Wittgenstein saw it coming decades ago, this miasma of meretricious moaning that now passes for theories of science and art. He used the metaphor of a fly-bottle, that is a specimen jar in which a zoologist might keep an insect.

Wittgenstein concluded that we’re flies trapped in the fly-bottle of language. As long as we keep restricting ourselves to interacting with the world and experience through the symbols of language (including of course numbers), there’s no way out. We define the bottle and the bottle defines us.

The world we inhabit, the world we believe, is the world of our senses—and of our languages.

But look what happens if we turn Coleridge upside down.

We say, sure, Sam, you’re right, but you’re right only inside the bottle.

And Sam, along with everybody else, comes back with: but there’s no way out of the bottle.

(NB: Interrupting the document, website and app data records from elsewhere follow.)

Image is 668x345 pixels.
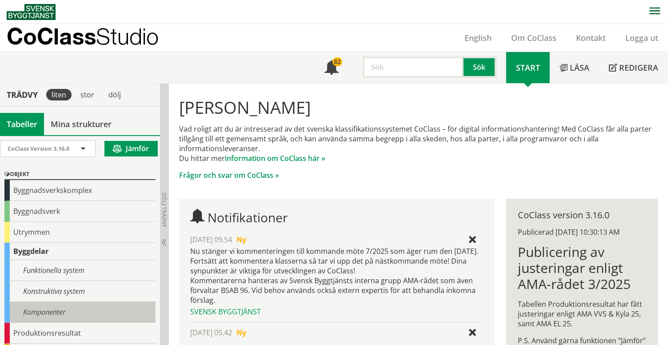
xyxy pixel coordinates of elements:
[518,210,647,220] div: CoClass version 3.16.0
[4,281,156,302] div: Konstruktiva system
[161,193,168,227] span: Dölj trädvy
[325,61,339,76] span: Notifikationer
[518,244,647,292] h1: Publicering av justeringar enligt AMA-rådet 3/2025
[502,32,567,43] a: Om CoClass
[516,62,540,73] span: Start
[4,180,156,201] div: Byggnadsverkskomplex
[190,235,232,245] span: [DATE] 09.54
[518,299,647,329] p: Tabellen Produktionsresultat har fått justeringar enligt AMA VVS & Kyla 25, samt AMA EL 25.
[179,124,658,163] p: Vad roligt att du är intresserad av det svenska klassifikationssystemet CoClass – för digital inf...
[75,89,100,101] div: stor
[4,201,156,222] div: Byggnadsverk
[7,4,56,20] img: Svensk Byggtjänst
[179,97,658,117] h1: [PERSON_NAME]
[8,145,69,153] span: CoClass Version 3.16.0
[4,243,156,260] div: Byggdelar
[46,89,72,101] div: liten
[600,52,668,83] a: Redigera
[315,52,349,83] a: 82
[44,113,118,135] a: Mina strukturer
[455,32,502,43] a: English
[518,227,647,237] div: Publicerad [DATE] 10:30:13 AM
[190,307,483,317] div: Svensk Byggtjänst
[570,62,590,73] span: Läsa
[7,24,178,52] a: CoClassStudio
[105,141,158,157] button: Jämför
[4,222,156,243] div: Utrymmen
[190,328,232,338] span: [DATE] 05.42
[2,90,43,100] div: Trädvy
[179,170,279,180] a: Frågor och svar om CoClass »
[616,32,668,43] a: Logga ut
[237,328,246,338] span: Ny
[567,32,616,43] a: Kontakt
[225,153,326,163] a: information om CoClass här »
[237,235,246,245] span: Ny
[4,323,156,344] div: Produktionsresultat
[4,260,156,281] div: Funktionella system
[333,57,342,66] div: 82
[103,89,126,101] div: dölj
[96,23,159,49] span: Studio
[4,302,156,323] div: Komponenter
[7,31,159,41] p: CoClass
[208,209,288,226] span: Notifikationer
[190,246,483,305] div: Nu stänger vi kommenteringen till kommande möte 7/2025 som äger rum den [DATE]. Fortsätt att komm...
[507,52,550,83] a: Start
[4,169,156,180] div: Objekt
[550,52,600,83] a: Läsa
[620,62,659,73] span: Redigera
[464,56,497,78] button: Sök
[363,56,464,78] input: Sök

Ah, Sam, Sam. What a provincial you are, in spite of all your wit and erudition. Let me adjust your little dictum, please, so that it reads:

The willing suspension of belief.

There, now. What do you make of that, Sam?

And Sam would say, it’s nonsense.

And I say, au contraire, my compulsively talkative friend. It is your very immersion, your complete immersion in language that makes it impossible for you to see that other forms of human experience, perception, and consideration surround us constantly. All you have to do is stop believing that language is the only way to be. Just drop the alphanumerics, and you’re home free.

In other words:

Suspend belief in belief.

Or, as a certain Chinese person said 1500 years ago: Don’t search for the truth, just cease to cherish opinions.

Do that, Sam, my boy, and the bottle vanishes and worlds undreamt of in your tidy philosophy open up to you.

The only thing is, you have to decide to do it. It ain’t gonna happen by itself. So, to be more accurate in our reformulation of your marvelous old idea, we should begin to speak of the creative life as:

The willed suspension of belief.

After that, is silence*, except of course for the singing of birds, the roar of volcanoes, and the ineffable music of the spheres.

END

 

*Persons wishing to investigate in their own lives a possible practical application of these ideas may wish to check out Saltlick elsewhere in these pages.